Last Sunday, April 2nd, a solo show opened at the Lanoue Gallery, located not far from us on Harrison Ave. Featuring artwork by Syrian artist Mohamad Hafez, currently an architect in New Haven, Connecticut, the gallery is a window into a miniature world in ruin that reflects the modern-day destruction in Syria. “He wanted to make full, three-dimensional cities, and he wanted them to look real–gritty, rusted, lived-in, and partially destroyed,” describes writer Jake Halpern for The New Yorker. “Junk became his medium.” The concept took shape thirteen years ago in his college days at Iowa State University. Prevented by his visa from returning home, he took to rebuilding his city of Damascus in miniature. His first work was a recreation of a facade of an ancient wall that was pictured on a Syrian candy bar wrapper. Today, his constructions are far less idyllic than his early models.

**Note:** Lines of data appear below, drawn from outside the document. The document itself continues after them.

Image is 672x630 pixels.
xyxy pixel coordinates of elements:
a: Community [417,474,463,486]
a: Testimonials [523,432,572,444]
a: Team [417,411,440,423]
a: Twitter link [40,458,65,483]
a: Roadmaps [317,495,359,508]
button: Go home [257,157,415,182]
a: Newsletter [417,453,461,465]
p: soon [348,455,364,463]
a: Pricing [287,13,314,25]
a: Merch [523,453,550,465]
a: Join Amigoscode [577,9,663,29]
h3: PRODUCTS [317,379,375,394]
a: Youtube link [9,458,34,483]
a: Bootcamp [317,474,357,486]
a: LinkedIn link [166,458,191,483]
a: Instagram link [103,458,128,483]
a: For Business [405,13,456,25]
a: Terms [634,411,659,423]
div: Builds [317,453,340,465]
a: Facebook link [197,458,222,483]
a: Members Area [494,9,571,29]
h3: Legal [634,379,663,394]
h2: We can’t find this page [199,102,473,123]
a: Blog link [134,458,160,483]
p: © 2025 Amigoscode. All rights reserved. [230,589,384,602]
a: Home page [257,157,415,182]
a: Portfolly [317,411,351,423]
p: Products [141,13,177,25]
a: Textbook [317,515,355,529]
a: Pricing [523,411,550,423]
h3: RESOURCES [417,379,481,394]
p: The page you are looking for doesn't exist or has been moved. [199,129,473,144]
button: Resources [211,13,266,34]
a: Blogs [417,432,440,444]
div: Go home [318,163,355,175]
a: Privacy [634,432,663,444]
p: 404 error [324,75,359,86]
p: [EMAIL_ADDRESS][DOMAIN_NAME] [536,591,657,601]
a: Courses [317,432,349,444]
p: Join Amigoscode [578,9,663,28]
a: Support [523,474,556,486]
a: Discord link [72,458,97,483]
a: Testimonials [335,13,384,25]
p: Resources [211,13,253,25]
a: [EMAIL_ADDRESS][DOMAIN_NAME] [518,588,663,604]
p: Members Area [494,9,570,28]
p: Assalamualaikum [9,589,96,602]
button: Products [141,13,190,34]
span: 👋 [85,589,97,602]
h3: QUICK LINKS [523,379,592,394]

Hafez tried to explain the turn his art had taken. How do you watch whats happening in Aleppo and not go nuts? he asked. How do you watch thousands of years bombed out of existence? How do you go on with your life, having your morning coffee, when a bunch of your relatives and friends are under constant bombing? How do you not snap and yell out? You have to remain composed and carry on with your day job, don’t you? He paused for a moment, as if lost in thought. Well, he said, finally, the way that I stayed composed is that I come here and I let the models do the yelling for me. In that sense, it relieves me. It is grim. And I take no pride in this work. I feel no ownership in it. Its as though I am 3-D printing whats inside of me.
These unpeopled cities, flickering with the lights of tiny lamps, chattering with sound recordings from happier times that emanate from hidden speakers, are just familiar enough to be recognizable as home. Hafez draws out in the viewer the same pangs of homesickness and of loss that he channels into his work. And in Core, we are no strangers to homesickness and loss; the enslavement of the Israelites in Egypt and Odysseus’s twenty-year journey back to Ithaca come to mind, not to mention our own personal experiences here at BU.
Witness Mohamad Hafez’s take on displacement, home, and ruin in his solo gallery showHOMELAND inSECURITY at the Lanoue Gallery on 450 Harrison Ave #31, from April 2until the end of the month. Read the rest of The New Yorker article here.